James Benson Dudley was born into slavery; his parents were owned by Edward B. Dudley, the Governor of North Carolina from 1836 to 1841. Dudley took education to heart, affecting his approach for the rest of his life. Because most area schools were shut down after the American Civil War, Dudley couldn't attend school until 1867, when the Freedmen's Bureau funded a missionary school in his area. Dudley was one of the first students to enroll. He later attended public schools and learned Latin.

After going through the public school system, Dudley participated at the Institute for Colored Youth, now Cheyney University, near Philadelphia, Pennsylvania. Dudley attended Shaw College. Throughout his education, he focused on learning how to become an educator. In 1880, at age 21, Dudley obtained a teacher's certificate. Later, he attended Harvard summer school and earned an M.A. from Livingstone College and an LL.D. from Wilberforce University.

Dudley began teaching in 1880 in a first-grade classroom in Sampson County. The following year, he became principal of Peabody Graded School in Wilmington, North Carolina, aged only 21. Dudley spent the next fifteen years teaching in Wilmington. He was also President of the State Teachers' Association for Negroes for six years. Dudley also edited and published the Wilmington Chronicle. He also registered deeds in Wilmington and organized the Perpetual Building and Loan Association. He was the foreign correspondent for the Grand Lodge of Masons for twenty years.
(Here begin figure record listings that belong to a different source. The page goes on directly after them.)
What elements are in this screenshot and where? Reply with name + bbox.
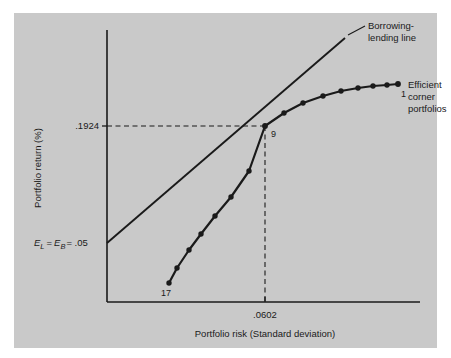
y-tick-label-1924: .1924 [75, 120, 99, 131]
curve-marker [281, 110, 286, 115]
curve-marker-tangency [262, 123, 268, 129]
curve-marker [228, 194, 233, 199]
point-label-9: 9 [271, 129, 276, 139]
curve-marker [186, 247, 191, 252]
curve-marker [300, 100, 305, 105]
curve-marker [246, 168, 251, 173]
borrowing-lending-line [107, 38, 345, 243]
curve-marker [355, 85, 360, 90]
x-axis-title: Portfolio risk (Standard deviation) [195, 328, 335, 339]
curve-marker [174, 265, 179, 270]
eqn-equals-1: = [47, 237, 53, 248]
curve-marker [370, 83, 375, 88]
borrowing-lending-leader-line [348, 26, 365, 35]
risk-free-rate-equation: EL=EB= .05 [34, 237, 88, 251]
curve-marker-endpoint [395, 81, 401, 87]
eqn-subscript-B: B [60, 242, 65, 251]
eqn-value: = .05 [66, 237, 87, 248]
efficient-frontier-markers [166, 81, 401, 286]
svg-text:EL=EB= .05: EL=EB= .05 [34, 237, 88, 251]
borrowing-lending-label-line1: Borrowing- [368, 20, 414, 31]
curve-marker [338, 88, 343, 93]
point-label-17: 17 [161, 288, 171, 298]
y-axis-title: Portfolio return (%) [32, 128, 43, 208]
efficient-corner-label-line1: Efficient [408, 79, 442, 90]
curve-marker [320, 93, 325, 98]
chart-svg: .1924 .0602 Portfolio risk (Standard dev… [0, 0, 451, 358]
efficient-corner-label-line3: portfolios [408, 103, 447, 114]
borrowing-lending-label-line2: lending line [368, 32, 416, 43]
efficient-corner-label-line2: corner [408, 91, 435, 102]
figure-container: .1924 .0602 Portfolio risk (Standard dev… [0, 0, 451, 358]
curve-marker [212, 213, 217, 218]
curve-marker [198, 231, 203, 236]
point-label-1: 1 [401, 89, 406, 99]
curve-marker [166, 280, 171, 285]
curve-marker [384, 82, 389, 87]
eqn-subscript-L: L [40, 242, 44, 251]
x-tick-label-0602: .0602 [253, 309, 277, 320]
He also represented the Republican Party at several conventions. 1896, he attended the Republican National Convention in St. Louis, Missouri. As an influence, he helped to pass a bill in 1891 that led to the establishment of The Agricultural and Mechanical College for the Colored Race, which was later renamed North Carolina Agricultural and Technical State University. In 1912, Dudley, with the help of the director of the Agricultural Division of the college, Professor, organized the Farmers' Union and Co-operative Society. This institution sponsored local unions in each county of the state. The aim of the society, having raised the living standards of African American farms in the area, was "to discourage the credit and mortgage system among Negro farmers in North Carolina; to assist them in the buying and selling of products; to control methods of production and distribution of farm products; and to secure uniform prices."

In 1895, the North Carolina legislature appointed Dudley to the Board of Trustees for the college. Later that year, he was secretary of the board. Dudley became the college's second president at the board's next meeting. President Dudley focused on modifying the curriculum to include currently available jobs. His additions to the curriculum included teaching carpentry, woodturning, bricklaying, blacksmithing, animal husbandry, horticulture and floriculture, mattress and broom making, shoemaking, poultry raising, tailoring, electrical engineering, and domestic science. In addition to these specific classes, Dudley added an entire teaching department to the school, which taught students how to be teachers while emphasizing "courtesy, manners, and an appreciation of culture in general."

He also added a summer school program. In 1915–1916, the college changed its name to "Agricultural and Technical College" as part of a significant overhaul. The change was provoked by the college being in debt due to insufficient students being enrolled to support it. Many people in the area wanted "a professional or classical education. Especially, many parents wished their sons to become preachers, lawyers, teachers, or physicians." Dudley's career ended while he was president of the college. In early April, Dudley left the college due to sudden severe headaches; he unexpectedly died on April 4, 1925, at the age of 65. In 1929, Dudley High School on the southeast side of Greensboro, North Carolina, was named in his honor, becoming the first black high school in the city.